CrossRef Full Text | Google Scholar

43. Kroep JR, Loves WJ, van der Wilt CL, Alvarez E, Talianidis I, Boven E, et al. Pretreatment deoxycytidine kinase levels predict in vivo gemcitabine sensitivity. Mol Cancer Ther (2002) 1(6):371–6.

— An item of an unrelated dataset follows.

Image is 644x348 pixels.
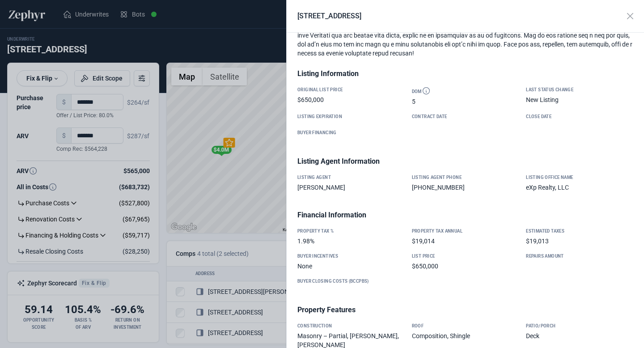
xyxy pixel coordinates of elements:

PubMed Abstract | Google Scholar

44. Giovannetti E, Mey V, Danesi R, Mosca I, Del Tacca M. Synergistic Cytotoxicity and Pharmacogenetics of Gemcitabine and Pemetrexed Combination in Pancreatic Cancer Cell Lines. Clin Cancer Res (2004) 10(9):2936. doi: 10.1158/1078-0432.CCR-03-0520

PubMed Abstract | CrossRef Full Text | Google Scholar

45. Song D, Wang Y, Zhu K, Tian L, Gao Q, Zhou J, et al. DCK is a promising prognostic biomarker and correlated with immune infiltrates in hepatocellular carcinoma. World J Surg Oncol (2020) 18(1):176. doi: 10.1186/s12957-020-01953-1

PubMed Abstract | CrossRef Full Text | Google Scholar

46. Hu SF, Lin X, Xu LP, Chen HG, Guo JF, Jin L. DCK is an Unfavorable Prognostic Biomarker and Correlated With Immune Infiltrates in Liver Cancer. Technol Cancer Res Treat (2020) 19:1533033820934133. doi: 10.1177/1533033820934133

PubMed Abstract | CrossRef Full Text | Google Scholar

Keywords: hepatocellular carcinoma, purine metabolism, bioinformatics, prognosis risk model, biomarker

Citation: Su W-J, Lu P-Z, Wu Y, Kalpana K, Yang C-K and Lu G-D (2021) Identification of Key Genes in Purine Metabolism as Prognostic Biomarker for Hepatocellular Carcinoma. Front. Oncol. 10:583053. doi: 10.3389/fonc.2020.583053

Received: 14 July 2020; Accepted: 30 November 2020;
Published: 14 January 2021.

Edited by:

Anna Rita Cappello, University of Calabria, Italy

Reviewed by:

Wentao Wang, Sichuan University, China
Ming Liu, Guangzhou Medical University, China

Copyright © 2021 Su, Lu, Wu, Kalpana, Yang and Lu. This is an open-access article distributed under the terms of the Creative Commons Attribution License (CC BY). The use, distribution or reproduction in other forums is permitted, provided the original author(s) and the copyright owner(s) are credited and that the original publication in this journal is cited, in accordance with accepted academic practice. No use, distribution or reproduction is permitted which does not comply with these terms.

*Correspondence: Guo-Dong Lu, golden_lu@hotmail.com; orcid.org/0000-0001-6056-3196

These authors have contributed equally to this work

Disclaimer: All claims expressed in this article are solely those of the authors and do not necessarily represent those of their affiliated organizations, or those of the publisher, the editors and the reviewers. Any product that may be evaluated in this article or claim that may be made by its manufacturer is not guaranteed or endorsed by the publisher.